Tuesday, August 12, 2008

The balancing act

In the Aug.10, 2008, Des Moines Sunday Register there was an article by Rekha Basu about the postings on the Register’s Web site.

According to the article, there are 22,000 “members” registered to post comments online. On their Website, there’s a convenient tab to sign up for membership and start blogging your heart out.

But the focus of the article is not on hearts – it’s about some of the wicked tongues of bloggers.

The headline (four columns wide) reads, “Spewing venom” with the cut line “Does online anonymity enhance valuable forum, or encourage posts that are rude, crude, hateful?”

Because the Register allows anonymous posting, they receive a lot of hateful, hurtful blogs. People feel free to trounce other people’s feelings, ethnicity, actions and pretty much anything else they care to “flame”.

After giving a few examples, Basu refers to the Register’s online code which “doesn’t allow obscenity, profanity or libelous statements, sexually explicit or crude comments about someone, threats or suggestions of violence. It forbids derogatory terms about a group and crude remarks about a child.”

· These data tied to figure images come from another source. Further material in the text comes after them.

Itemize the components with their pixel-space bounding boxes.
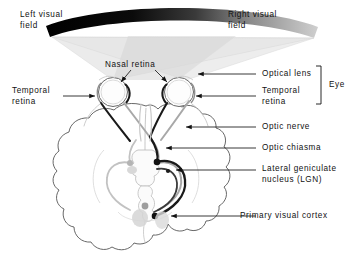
- left-lgn-marker: [127, 160, 133, 166]
- label-optic-chiasma: Optic chiasma: [262, 143, 321, 154]
- label-primary-visual-cortex: Primary visual cortex: [240, 211, 328, 222]
- visual-pathway-diagram: Left visual field Right visual field Nas…: [0, 0, 363, 255]
- label-temporal-retina-right: Temporal retina: [262, 86, 300, 107]
- eye-bracket: [316, 66, 321, 104]
- label-nasal-retina: Nasal retina: [105, 60, 155, 71]
- right-lgn-marker: [154, 159, 161, 166]
- label-optic-nerve: Optic nerve: [262, 122, 310, 133]
- right-eye: [162, 76, 194, 106]
- label-eye-group: Eye: [329, 80, 345, 91]
- label-temporal-retina-left: Temporal retina: [12, 86, 50, 107]
- label-optical-lens: Optical lens: [262, 69, 311, 80]
- left-eye: [97, 76, 129, 106]
- label-right-visual-field: Right visual field: [228, 10, 277, 31]
- visual-field-band: [46, 8, 318, 38]
- label-lateral-geniculate-nucleus: Lateral geniculate nucleus (LGN): [262, 164, 337, 185]
- label-left-visual-field: Left visual field: [20, 10, 63, 31]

The Register is currently receiving more than 2,000 posts each day and the staff can’t keep watch over that volume – they must be alerted to infractions of the rules.

So Basu, trying to understand the motivation of these flamers, queried them on her blog. The enlightening answers were:
* It’s fun to push people’s buttons.
* It’s fun to torment strangers – and this “fun” is called “lulz” because they enjoy making people
lose their cool.
* They like people to disagree with them so they can argue with those who disagree.

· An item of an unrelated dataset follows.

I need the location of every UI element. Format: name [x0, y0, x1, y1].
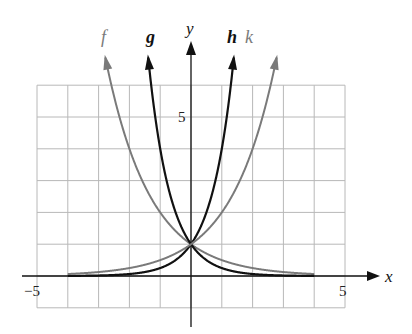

The main questions raised in the article are whether the good of posting (allowing an open forum) outweighs the bad (flaming) and what should/could be done to prevent the bad posts.

After presenting several possible approaches, Basu goes with “gradually start requiring people to provide their names.”

I guess that’s a start, but it seems like sort of a Band-Aid approach. Maybe the real issue should be addressed – why so many people believe freedom of speech means they can spew that venom with no accountability.

If our courts require an accused person be allowed to face their accusers, why aren’t flamers forced to face those they’ve so badly burned?